Kergaard's Korner
8-16-02

by Dave Kergaard
special to Delaware Sports
Build Muscle! Burn Fat!
It is a myth that cardiovascular exercise is the best way to get rid of unwanted
body fat. Although you need aerobic exercise to strengthen your heart, lungs,
veins, and pump nutrients through your system, it is still not the best way to
lose body fat. You must incorporate weight training into your exercise regiment
in order to lose body fat and even more importantly to look the way you always
wanted to once you have lost that fat.
The secret to fat loss is not in how many calories you burn while exercising or
how many calories you neglect to eat in order to force yourself into a deficit.
The secret is in how many calories you burn the other twenty-three hours that
day and in the next twenty-four hours or so you spend not exercising on your off
days. How much muscle you carry regulates your fat burning. Muscle burns
calories for your body to use as energy and fat does nothing, but look bad. The
more muscle, even if it is just a little more, the more fat you will naturally
burn while relaxing between gym sessions or while hanging out with your friends
at the local coffee house.
High intensity weight training burns fat after exercise well beyond what
researchers originally believed. Studies have shown the metabolism to remain
elevated for sixteen hours following resistance exercise. In a new study by Dr.
M.D. Schuenke, he and his colleagues at Ohio University put seven healthy men
through an intense half- hour workout consisting of four circuits of bench
press, power cleans, and squats. Each set was performed using the athlete’s
own predetermined ten repetition maximum and continued to failure. The
researchers found post exercise oxygen consumption (a good measure of the
metabolic rate and calorie expenditure) was significantly elevated for at least
thirty-eight hours post exercise. These results suggest that post exercise
oxygen consumption duration following resistance exercise extends well beyond
the previously reported duration of sixteen hours. Bottom line, hit the weights
hard and consistently and watch your waist line melt away. It seems simple
doesn’t it? All you have to do to burn body fat is to develop more muscle.
Whatever you know, think you know, or believe you know, the fact remains, we
need more muscle in order to burn more fat. But my advice is not what everyone
else teaches. The routines I will offer in later columns will specialize in
short cuts to achieve specific goals, in reduced periods of time, all completely
drug free. You see, muscle burns three times the amount of calories that fat
burns. The more muscle you can develop; the more fat you will burn. It is very
rewarding to see the plan in action.
One of my clients, Tina, a forty–six year old mother of three, tried for years
to reduce her 193- pound body weight with aerobics and various diets. A year
ago, Tina started lifting weights thirty minutes a day for four days a week.
Tina now weighs 133 pounds. Tina knows that this is not short term and she will
be a weight trainer for life. I want to emphasize the importance of eating
plenty of good food. Calorie restrictive diets do not work, because they remove
as much muscle as they do fat, and that only makes you look fatter, although
with clothes on, you may look smaller. Muscle is the only engine that burns fat.
The more muscle you lose, the less fat you burn. The goal then, is not to lose
weight, but to burn fat, which to occur, means gaining muscle.
Studies show that after we turn thirty, unless we lift weights every few days,
the body naturally loses almost a pound of muscle a year, and replaces it with
almost a pound of fat. But if 120 pound woman gains four pounds of lean muscle,
drops four pounds of fat, she increases her caloric requirements by as much as
20 percent and can lose a pound of fat in under a month with no additional
exercise. But she has to continue to weight train to build muscle while
maintaining her lower body fat. You can not resort back to bad habits and expect
your body to stay healthy. It is a life long matter. The amount of muscle mass
we carry is also a good indicator of our immune system, the strength of our
bones, and the ability to with stand stress as long as we keep our fat levels
down and maintain ourselves.
Dave is a personal trainer at Gold's Gym
who recently retired as assistant superintendent at Kent County School in
Maryland. Dave is a former Mr. Maryland. He is the former Head football Coach at
Kent County and was a fullback at Miami of Ohio under Bo Shembechler.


> **What you should do**: Report each line of the records below that uses the word "water".

> **Extracted records**:
----------

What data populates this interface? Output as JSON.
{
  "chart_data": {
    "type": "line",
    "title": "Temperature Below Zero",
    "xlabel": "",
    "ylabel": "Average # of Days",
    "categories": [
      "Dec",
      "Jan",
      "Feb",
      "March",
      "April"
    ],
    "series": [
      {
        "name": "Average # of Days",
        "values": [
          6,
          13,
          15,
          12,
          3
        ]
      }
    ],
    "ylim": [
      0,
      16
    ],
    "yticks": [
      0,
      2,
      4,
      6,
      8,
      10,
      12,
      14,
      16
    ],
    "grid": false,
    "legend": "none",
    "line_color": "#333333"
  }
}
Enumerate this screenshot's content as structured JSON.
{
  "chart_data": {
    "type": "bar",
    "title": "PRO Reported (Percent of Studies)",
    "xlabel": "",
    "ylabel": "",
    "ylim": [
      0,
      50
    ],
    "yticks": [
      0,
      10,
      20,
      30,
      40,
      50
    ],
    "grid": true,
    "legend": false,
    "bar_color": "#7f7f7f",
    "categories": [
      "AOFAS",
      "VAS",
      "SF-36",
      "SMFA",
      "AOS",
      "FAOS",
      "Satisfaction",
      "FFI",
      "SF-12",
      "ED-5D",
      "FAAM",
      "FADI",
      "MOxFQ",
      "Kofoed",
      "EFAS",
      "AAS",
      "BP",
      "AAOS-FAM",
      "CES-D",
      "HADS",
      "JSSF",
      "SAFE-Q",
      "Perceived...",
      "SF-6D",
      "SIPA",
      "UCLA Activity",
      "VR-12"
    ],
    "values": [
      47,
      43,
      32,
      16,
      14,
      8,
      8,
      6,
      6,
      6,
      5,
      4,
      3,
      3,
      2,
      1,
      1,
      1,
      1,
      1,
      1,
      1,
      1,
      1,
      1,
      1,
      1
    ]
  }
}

----------

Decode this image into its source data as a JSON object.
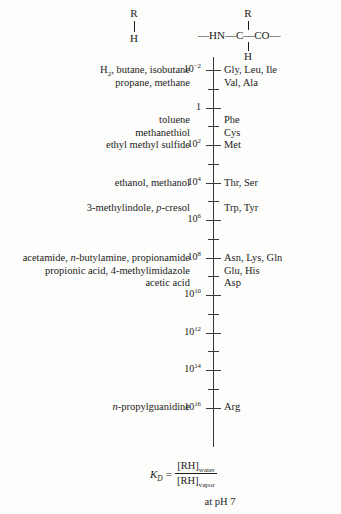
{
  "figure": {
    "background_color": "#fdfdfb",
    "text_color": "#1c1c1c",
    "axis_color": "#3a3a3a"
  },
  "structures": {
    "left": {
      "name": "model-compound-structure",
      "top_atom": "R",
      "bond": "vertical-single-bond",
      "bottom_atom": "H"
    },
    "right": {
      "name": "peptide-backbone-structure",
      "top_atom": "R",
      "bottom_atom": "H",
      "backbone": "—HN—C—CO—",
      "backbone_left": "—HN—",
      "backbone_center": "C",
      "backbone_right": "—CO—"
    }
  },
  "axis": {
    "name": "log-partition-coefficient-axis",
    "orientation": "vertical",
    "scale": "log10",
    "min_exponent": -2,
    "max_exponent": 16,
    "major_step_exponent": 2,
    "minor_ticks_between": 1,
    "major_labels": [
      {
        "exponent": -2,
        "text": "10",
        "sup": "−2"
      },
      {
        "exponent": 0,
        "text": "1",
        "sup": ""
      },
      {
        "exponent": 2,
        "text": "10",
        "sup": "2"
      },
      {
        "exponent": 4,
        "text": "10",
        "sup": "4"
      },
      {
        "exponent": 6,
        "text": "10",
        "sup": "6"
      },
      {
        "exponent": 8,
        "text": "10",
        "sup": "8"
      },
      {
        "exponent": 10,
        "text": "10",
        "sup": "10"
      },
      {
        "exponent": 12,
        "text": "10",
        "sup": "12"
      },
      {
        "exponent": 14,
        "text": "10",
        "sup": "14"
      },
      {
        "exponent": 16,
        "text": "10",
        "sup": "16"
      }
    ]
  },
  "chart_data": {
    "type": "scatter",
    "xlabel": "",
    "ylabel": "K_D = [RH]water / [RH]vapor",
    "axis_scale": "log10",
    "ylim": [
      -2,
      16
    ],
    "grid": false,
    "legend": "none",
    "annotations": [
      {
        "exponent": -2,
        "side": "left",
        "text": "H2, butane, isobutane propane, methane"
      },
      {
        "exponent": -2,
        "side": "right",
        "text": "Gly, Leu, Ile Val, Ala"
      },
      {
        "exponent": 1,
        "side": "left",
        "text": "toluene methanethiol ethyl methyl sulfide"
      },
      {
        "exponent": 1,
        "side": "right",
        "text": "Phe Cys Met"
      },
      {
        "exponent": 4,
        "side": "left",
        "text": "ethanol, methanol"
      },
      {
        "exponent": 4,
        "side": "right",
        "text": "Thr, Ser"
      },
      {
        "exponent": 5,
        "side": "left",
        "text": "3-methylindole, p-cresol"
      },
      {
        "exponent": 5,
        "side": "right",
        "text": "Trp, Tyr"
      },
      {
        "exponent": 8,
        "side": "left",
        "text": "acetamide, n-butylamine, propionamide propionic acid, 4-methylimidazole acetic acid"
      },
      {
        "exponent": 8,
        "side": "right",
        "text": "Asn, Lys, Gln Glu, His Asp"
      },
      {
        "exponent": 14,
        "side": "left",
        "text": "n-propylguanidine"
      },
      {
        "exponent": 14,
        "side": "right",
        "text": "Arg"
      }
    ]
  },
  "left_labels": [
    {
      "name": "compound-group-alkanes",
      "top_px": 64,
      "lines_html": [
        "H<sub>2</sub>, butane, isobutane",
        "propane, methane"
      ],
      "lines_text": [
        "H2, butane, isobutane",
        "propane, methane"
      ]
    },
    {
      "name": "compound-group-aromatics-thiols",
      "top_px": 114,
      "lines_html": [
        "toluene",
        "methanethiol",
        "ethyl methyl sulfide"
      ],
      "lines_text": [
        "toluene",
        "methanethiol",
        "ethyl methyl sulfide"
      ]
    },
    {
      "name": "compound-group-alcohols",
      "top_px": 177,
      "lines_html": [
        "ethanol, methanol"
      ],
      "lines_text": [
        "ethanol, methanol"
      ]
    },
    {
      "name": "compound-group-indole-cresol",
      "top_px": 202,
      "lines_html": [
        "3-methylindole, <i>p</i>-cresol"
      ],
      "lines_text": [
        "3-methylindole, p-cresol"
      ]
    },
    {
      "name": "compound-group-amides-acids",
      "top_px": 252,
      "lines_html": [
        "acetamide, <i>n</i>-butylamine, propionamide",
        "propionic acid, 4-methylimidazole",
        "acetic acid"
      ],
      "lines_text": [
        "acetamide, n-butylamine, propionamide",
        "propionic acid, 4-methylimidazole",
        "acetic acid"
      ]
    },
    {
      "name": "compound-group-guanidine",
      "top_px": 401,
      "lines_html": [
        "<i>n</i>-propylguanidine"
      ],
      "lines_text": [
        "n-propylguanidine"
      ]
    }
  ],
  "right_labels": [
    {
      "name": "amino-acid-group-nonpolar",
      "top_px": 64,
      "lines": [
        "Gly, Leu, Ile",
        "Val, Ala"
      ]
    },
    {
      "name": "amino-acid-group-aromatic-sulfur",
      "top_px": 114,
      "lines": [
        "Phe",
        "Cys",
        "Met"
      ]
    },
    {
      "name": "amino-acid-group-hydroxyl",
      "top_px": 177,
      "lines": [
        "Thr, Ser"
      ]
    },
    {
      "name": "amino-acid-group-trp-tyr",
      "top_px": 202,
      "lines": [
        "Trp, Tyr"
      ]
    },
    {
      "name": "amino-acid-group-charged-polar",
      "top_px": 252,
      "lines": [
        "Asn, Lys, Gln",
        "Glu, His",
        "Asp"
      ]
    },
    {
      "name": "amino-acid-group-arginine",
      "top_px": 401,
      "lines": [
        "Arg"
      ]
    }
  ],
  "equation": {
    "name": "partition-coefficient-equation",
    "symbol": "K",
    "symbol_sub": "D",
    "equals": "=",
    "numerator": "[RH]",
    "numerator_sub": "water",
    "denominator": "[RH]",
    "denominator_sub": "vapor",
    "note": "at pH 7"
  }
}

----------

> **Reply**:
    "ylabel": "K_D = [RH]water / [RH]vapor",
    "numerator_sub": "water",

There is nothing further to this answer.